Tuesday, October 18, 2022

Chewing photons for inspiration


I have been riding my bike to campus this semester. My route takes me through a stone archway and then to the top of the green that leads to the science building. The campus landscape was designed by Frederick Law Olmstead, who designed Central Park (and the grounds of the now-closed Jesuit Center at Wernersville). When I hit the top of the hill I’m looking down an aisle of enormous oaks, their canopies merging in a magnificent green arch, a nave of a living cathedral. I never fail to take a deep breath when I see it. A literal inspiration. 

I can feel my shoulders relax, and all my anxiety slide off.  Is it all the oxygen those leaves are churning out, as they sit there chewing photons? Is it that the rest of my ride is downhill, away from traffic? Or is it awe?

Tuesday, October 11, 2022

An open window

It's the 60th anniversary of the opening of the Second Vatican Council today. I don't remember the opening of the council, unsurprisingly as I was 4 1/2 (almost to the day).  
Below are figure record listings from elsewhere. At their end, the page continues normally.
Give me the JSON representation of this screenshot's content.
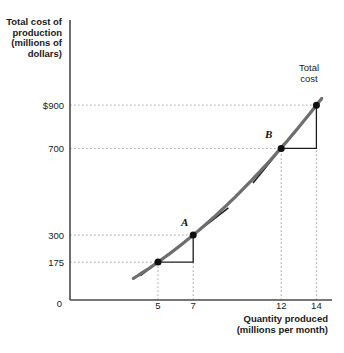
{
  "figure": {
    "y_axis_title": "Total cost of\nproduction\n(millions of\ndollars)",
    "x_axis_title": "Quantity produced\n(millions per month)",
    "curve_label": "Total\ncost",
    "origin_label": "0",
    "point_labels": {
      "a": "A",
      "b": "B"
    }
  },
  "chart_data": {
    "type": "line",
    "title": "",
    "xlabel": "Quantity produced (millions per month)",
    "ylabel": "Total cost of production (millions of dollars)",
    "xlim": [
      0,
      15
    ],
    "ylim": [
      0,
      1000
    ],
    "grid": "dotted reference lines from axes to plotted points only",
    "legend_position": "none",
    "x_ticks": [
      {
        "label": "5",
        "value": 5
      },
      {
        "label": "7",
        "value": 7
      },
      {
        "label": "12",
        "value": 12
      },
      {
        "label": "14",
        "value": 14
      }
    ],
    "y_ticks": [
      {
        "label": "$900",
        "value": 900
      },
      {
        "label": "700",
        "value": 700
      },
      {
        "label": "300",
        "value": 300
      },
      {
        "label": "175",
        "value": 175
      }
    ],
    "points": [
      {
        "name": "",
        "q": 5,
        "cost": 175
      },
      {
        "name": "A",
        "q": 7,
        "cost": 300
      },
      {
        "name": "B",
        "q": 12,
        "cost": 700
      },
      {
        "name": "",
        "q": 14,
        "cost": 900
      }
    ],
    "curve": {
      "name": "Total cost",
      "through": [
        [
          5,
          175
        ],
        [
          7,
          300
        ],
        [
          12,
          700
        ],
        [
          14,
          900
        ]
      ],
      "q_range": [
        3.6,
        14.3
      ]
    },
    "secants": [
      {
        "from": [
          5,
          175
        ],
        "to": [
          7,
          300
        ],
        "extend_q": [
          4.0,
          9.0
        ]
      },
      {
        "from": [
          12,
          700
        ],
        "to": [
          14,
          900
        ],
        "extend_q": [
          10.4,
          14.35
        ]
      }
    ],
    "slope_triangles": [
      {
        "run_from": 5,
        "corner_q": 7,
        "base_cost": 175,
        "rise_to": 300
      },
      {
        "run_from": 12,
        "corner_q": 14,
        "base_cost": 700,
        "rise_to": 900
      }
    ],
    "colors": {
      "curve": "#6e6e6e",
      "secant": "#1c1c1c",
      "dot": "#0f0f0f",
      "grid_dotted": "#a3a3a3",
      "axis": "#4a4a4a",
      "text": "#1a1a1a"
    }
  }
}
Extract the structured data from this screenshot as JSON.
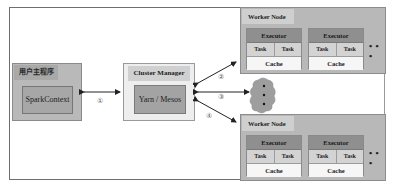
{
  "driver": {
    "title": "用户主程序",
    "component": "SparkContext"
  },
  "cluster_manager": {
    "title": "Cluster Manager",
    "component": "Yarn / Mesos"
  },
  "worker_nodes": [
    {
      "title": "Worker Node",
      "executors": [
        {
          "title": "Executor",
          "tasks": [
            "Task",
            "Task"
          ],
          "cache": "Cache"
        },
        {
          "title": "Executor",
          "tasks": [
            "Task",
            "Task"
          ],
          "cache": "Cache"
        }
      ],
      "more": "• • •"
    },
    {
      "title": "Worker Node",
      "executors": [
        {
          "title": "Executor",
          "tasks": [
            "Task",
            "Task"
          ],
          "cache": "Cache"
        },
        {
          "title": "Executor",
          "tasks": [
            "Task",
            "Task"
          ],
          "cache": "Cache"
        }
      ],
      "more": "• • •"
    }
  ],
  "step_labels": [
    "①",
    "②",
    "③",
    "④"
  ],
  "colors": {
    "driver_bg": "#b9b9b9",
    "cm_bg": "#eeeeee",
    "worker_bg": "#b8b8b8",
    "executor_head": "#8f8f8f",
    "task_bg": "#d3d3d3",
    "cache_bg": "#f6f6f6"
  }
}
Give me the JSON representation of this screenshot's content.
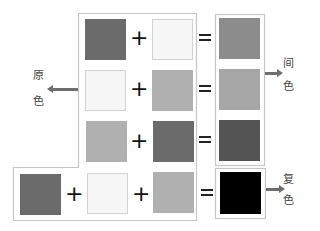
{
  "labels": {
    "primary": [
      "原",
      "色"
    ],
    "secondary": [
      "间",
      "色"
    ],
    "tertiary": [
      "复",
      "色"
    ]
  },
  "operators": {
    "plus": "+",
    "equals": "="
  },
  "colors": {
    "dark": "#6b6b6b",
    "white": "#f7f7f7",
    "mid": "#b0b0b0",
    "result_row1": "#8c8c8c",
    "result_row2": "#a6a6a6",
    "result_row3": "#545454",
    "result_bottom": "#000000",
    "frame": "#c6c6c6",
    "arrow": "#6e6e6e"
  },
  "rows": [
    {
      "inputs": [
        "dark",
        "white"
      ],
      "result": "result_row1",
      "group": "secondary"
    },
    {
      "inputs": [
        "white",
        "mid"
      ],
      "result": "result_row2",
      "group": "secondary"
    },
    {
      "inputs": [
        "mid",
        "dark"
      ],
      "result": "result_row3",
      "group": "secondary"
    },
    {
      "inputs": [
        "dark",
        "white",
        "mid"
      ],
      "result": "result_bottom",
      "group": "tertiary"
    }
  ]
}
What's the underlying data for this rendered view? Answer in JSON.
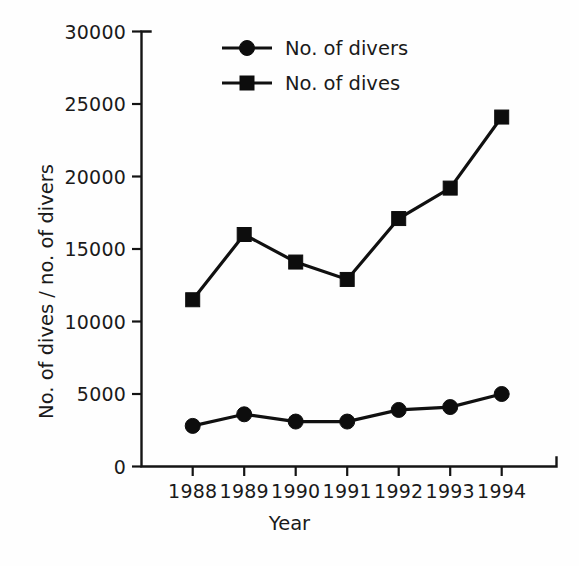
{
  "chart_data": {
    "type": "line",
    "title": "",
    "xlabel": "Year",
    "ylabel": "No. of dives / no. of divers",
    "categories": [
      "1988",
      "1989",
      "1990",
      "1991",
      "1992",
      "1993",
      "1994"
    ],
    "x": [
      1988,
      1989,
      1990,
      1991,
      1992,
      1993,
      1994
    ],
    "series": [
      {
        "name": "No. of divers",
        "marker": "circle",
        "color": "#0d0d0d",
        "values": [
          2800,
          3600,
          3100,
          3100,
          3900,
          4100,
          5000
        ]
      },
      {
        "name": "No. of dives",
        "marker": "square",
        "color": "#0d0d0d",
        "values": [
          11500,
          16000,
          14100,
          12900,
          17100,
          19200,
          24100
        ]
      }
    ],
    "ylim": [
      0,
      30000
    ],
    "yticks": [
      0,
      5000,
      10000,
      15000,
      20000,
      25000,
      30000
    ],
    "ytick_labels": [
      "0",
      "5000",
      "10000",
      "15000",
      "20000",
      "25000",
      "30000"
    ],
    "xtick_labels": [
      "1988",
      "1989",
      "1990",
      "1991",
      "1992",
      "1993",
      "1994"
    ],
    "grid": false,
    "legend_position": "top-center",
    "legend": [
      "No. of divers",
      "No. of dives"
    ]
  }
}
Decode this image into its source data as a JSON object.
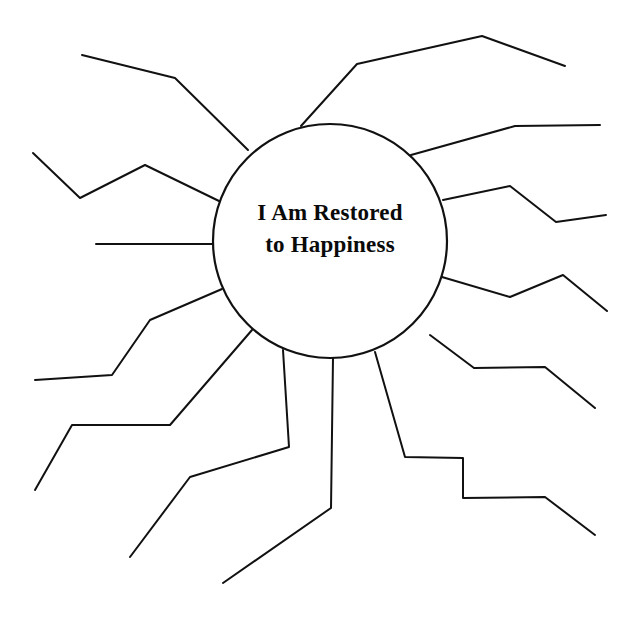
{
  "page": {
    "background_color": "#ffffff",
    "width": 639,
    "height": 629
  },
  "hub": {
    "line1": "I Am Restored",
    "line2": "to Happiness",
    "full_text": "I Am Restored to Happiness",
    "center_x": 330,
    "center_y": 241,
    "radius": 117,
    "stroke_color": "#111111",
    "stroke_width": 2.2,
    "fill_color": "#ffffff",
    "text_color": "#0a0a0a",
    "font_size": 23,
    "line1_y": 215,
    "line2_y": 247
  },
  "style": {
    "spoke_stroke_color": "#111111",
    "spoke_stroke_width": 2.0
  },
  "chart_data": {
    "type": "diagram",
    "diagram_kind": "radial-web-organizer",
    "title": "I Am Restored to Happiness",
    "hub_label": "I Am Restored to Happiness",
    "spoke_count": 12,
    "spokes": [
      {
        "id": "spoke-1",
        "name": "spoke-upper-left-long",
        "clock_position": "10 o'clock",
        "points": [
          [
            248,
            150
          ],
          [
            175,
            78
          ],
          [
            82,
            55
          ]
        ]
      },
      {
        "id": "spoke-2",
        "name": "spoke-left-upper",
        "clock_position": "9-10 o'clock",
        "points": [
          [
            219,
            201
          ],
          [
            145,
            165
          ],
          [
            80,
            198
          ],
          [
            33,
            153
          ]
        ]
      },
      {
        "id": "spoke-3",
        "name": "spoke-left-horizontal",
        "clock_position": "9 o'clock",
        "points": [
          [
            213,
            244
          ],
          [
            96,
            244
          ]
        ]
      },
      {
        "id": "spoke-4",
        "name": "spoke-left-lower",
        "clock_position": "8 o'clock",
        "points": [
          [
            222,
            289
          ],
          [
            150,
            320
          ],
          [
            112,
            375
          ],
          [
            35,
            380
          ]
        ]
      },
      {
        "id": "spoke-5",
        "name": "spoke-lower-left",
        "clock_position": "7-8 o'clock",
        "points": [
          [
            252,
            330
          ],
          [
            170,
            425
          ],
          [
            72,
            425
          ],
          [
            35,
            490
          ]
        ]
      },
      {
        "id": "spoke-6",
        "name": "spoke-lower-left-steep",
        "clock_position": "7 o'clock",
        "points": [
          [
            283,
            350
          ],
          [
            289,
            447
          ],
          [
            190,
            477
          ],
          [
            130,
            557
          ]
        ]
      },
      {
        "id": "spoke-7",
        "name": "spoke-bottom",
        "clock_position": "6 o'clock",
        "points": [
          [
            333,
            358
          ],
          [
            331,
            508
          ],
          [
            223,
            583
          ]
        ]
      },
      {
        "id": "spoke-8",
        "name": "spoke-lower-right",
        "clock_position": "5 o'clock",
        "points": [
          [
            375,
            352
          ],
          [
            405,
            457
          ],
          [
            463,
            458
          ],
          [
            463,
            498
          ],
          [
            545,
            497
          ],
          [
            595,
            535
          ]
        ]
      },
      {
        "id": "spoke-9",
        "name": "spoke-right-lower",
        "clock_position": "4-5 o'clock",
        "points": [
          [
            430,
            335
          ],
          [
            474,
            368
          ],
          [
            545,
            367
          ],
          [
            595,
            408
          ]
        ]
      },
      {
        "id": "spoke-10",
        "name": "spoke-right-middle",
        "clock_position": "4 o'clock",
        "points": [
          [
            442,
            277
          ],
          [
            510,
            297
          ],
          [
            563,
            275
          ],
          [
            607,
            311
          ]
        ]
      },
      {
        "id": "spoke-11",
        "name": "spoke-right-upper",
        "clock_position": "3 o'clock",
        "points": [
          [
            443,
            200
          ],
          [
            510,
            186
          ],
          [
            556,
            222
          ],
          [
            606,
            215
          ]
        ]
      },
      {
        "id": "spoke-12",
        "name": "spoke-upper-right",
        "clock_position": "2 o'clock",
        "points": [
          [
            411,
            155
          ],
          [
            515,
            126
          ],
          [
            600,
            125
          ]
        ]
      },
      {
        "id": "spoke-13",
        "name": "spoke-top-long",
        "clock_position": "12-1 o'clock",
        "points": [
          [
            301,
            126
          ],
          [
            357,
            64
          ],
          [
            482,
            36
          ],
          [
            565,
            66
          ]
        ]
      }
    ]
  }
}
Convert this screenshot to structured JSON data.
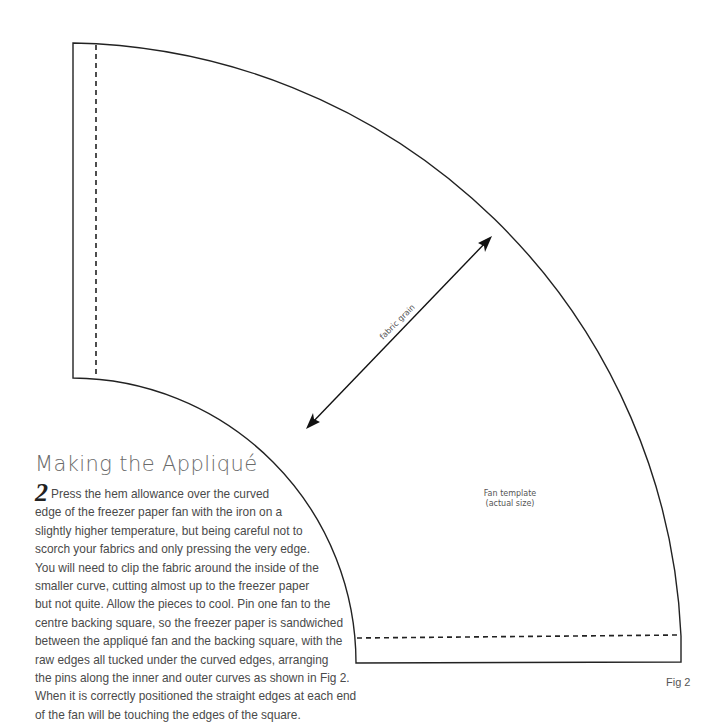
{
  "figure": {
    "template_label_line1": "Fan template",
    "template_label_line2": "(actual size)",
    "grain_label": "fabric grain",
    "figure_label": "Fig 2",
    "line_color": "#222222",
    "dash_color": "#222222"
  },
  "section": {
    "heading": "Making the Appliqué",
    "step_number": "2",
    "lines": [
      "Press the hem allowance over the curved",
      "edge of the freezer paper fan with the iron on a",
      "slightly higher temperature, but being careful not to",
      "scorch your fabrics and only pressing the very edge.",
      "You will need to clip the fabric around the inside of the",
      "smaller curve, cutting almost up to the freezer paper",
      "but not quite. Allow the pieces to cool. Pin one fan to the",
      "centre backing square, so the freezer paper is sandwiched",
      "between the appliqué fan and the backing square, with the",
      "raw edges all tucked under the curved edges, arranging",
      "the pins along the inner and outer curves as shown in Fig 2.",
      "When it is correctly positioned the straight edges at each end",
      "of the fan will be touching the edges of the square."
    ]
  }
}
The late John W. O'Malley, SJ, who was Crash’s undergraduate thesis advisor, summed up the effect of Vatican II as a move from "commands to invitations, from laws to ideals, from definition to mystery, from threats to persuasion, from coercion to conscience, from monologue to dialogue, from ruling to serving, from withdrawn to integrated, from vertical to horizontal, from exclusion to inclusion, from hostility to friendship, from rivalry to partnership, from suspicion to trust, from static to ongoing, from passive acceptances to active engagement, from fault-finding to appreciation, from prescriptive to principles, from behavior modification to inner appropriation." I sometimes scroll through #CatholicTwitter and think how far we still have to go.              

I look at the photograph from the opening and see so many men — all men at the opening. But Pope Paul insisted on adding women auditors to the Council. And now the Secretary General of Vatican City is a woman, Sr. Raffaella Petrini. I got to meet her a few days ago, she oversees the Vatican Observatory. And for a few minutes I felt the stirrings of the Spirit, and the hope that Fr. O’Malley expressed so vividly flared into fire.